Thursday, July 26, 2007

Friday, July 20, 2007




The other night Tammy Faye (Bakker) Messner appeared on what has been regarded in some circles as her final television interview on CNN's Larry King Show. She is a "stage 4" cancer victim. I couldn't watch more than a minute of the interview given that I recently lost my mom to cancer.

From what I saw of it this is sooo what I would call "ratingsploitation." It is both funny and sad how one of the great innovators of cable news, CNN, has turned into a bad parody of FOX News without the gaudy graphics.

I swear that when Larry King dies (unless perhaps that he is a present day reincarnation of God and is immortal) CNN is going to have him taxidermied and turn on a camera on him every night at 6 p.m. till the end of time (or be the last live host) and run a tape loop of his standard questions to which the guest sitting there answers.

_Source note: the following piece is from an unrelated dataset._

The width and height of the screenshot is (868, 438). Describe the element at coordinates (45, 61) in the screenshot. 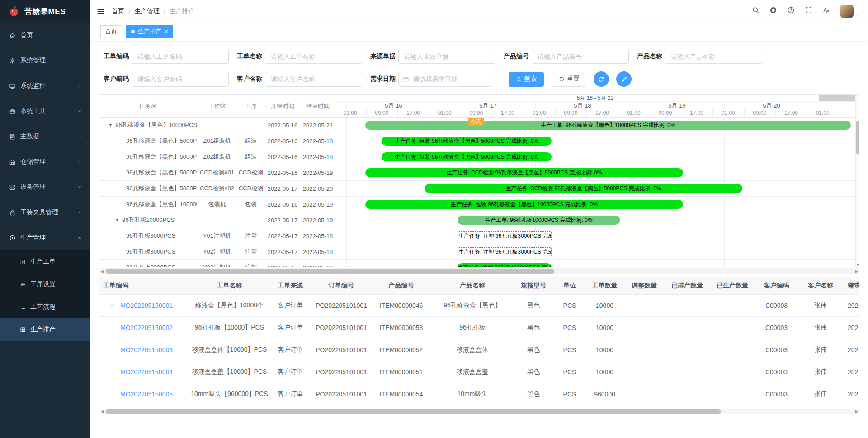

I see `sidebar-item-system-mgmt: 系统管理` at that location.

What a piece of modern artwork.


Here is a sample of the interview.

CNN interview, part 1 of 3
CNN interview, part 2 of 3
CNN interview, part 3 of 3

The most shocking part of the interview is how Mr. Praise The Lord, Tammy's ex-husband and televangelist, Jim Bakker, has not contacted or given support to his former wife.

Thursday, July 12, 2007

This just shows how fucked up "born again" Christians are....

Totally not figuring out what TOLERANCE means, three Christian activist audience members were arrested Thursday after staging a noisy protest as a Hindu chaplain read the opening prayer at the US Senate, branding his appearance an "abomination."
They were ejected from the chamber and charged with an unlawful disruption of Congress.

As Hindu chaplain Rajan Zed started to recite his prayer, one protestor was heard chanting "Lord Jesus, forgive us father for allowing a prayer which is an abomination in your sight. "You are the one, true living God."

It has been a Congress tradition to bring in Faith leaders from various belief systems to give the Senate's daily opening prayer, though it is normally offered by the Congress's Christian (sometimes Jewish) chaplain.

An article on the Internet quotes a group calling itself "Americans United for Separation of Church and State" as condemning the protest. According to a dispatch from AFP, "This shows the intolerance of many Religious Right activists," said the group's executive director, Reverend Barry Lynn. "They say they want more religion in the public square, but it's clear they mean only their religion." The conservative American Family Association had been campaigning against the use of a Hindu prayer in the chamber, asking members to send emails and letters to Senators in protest.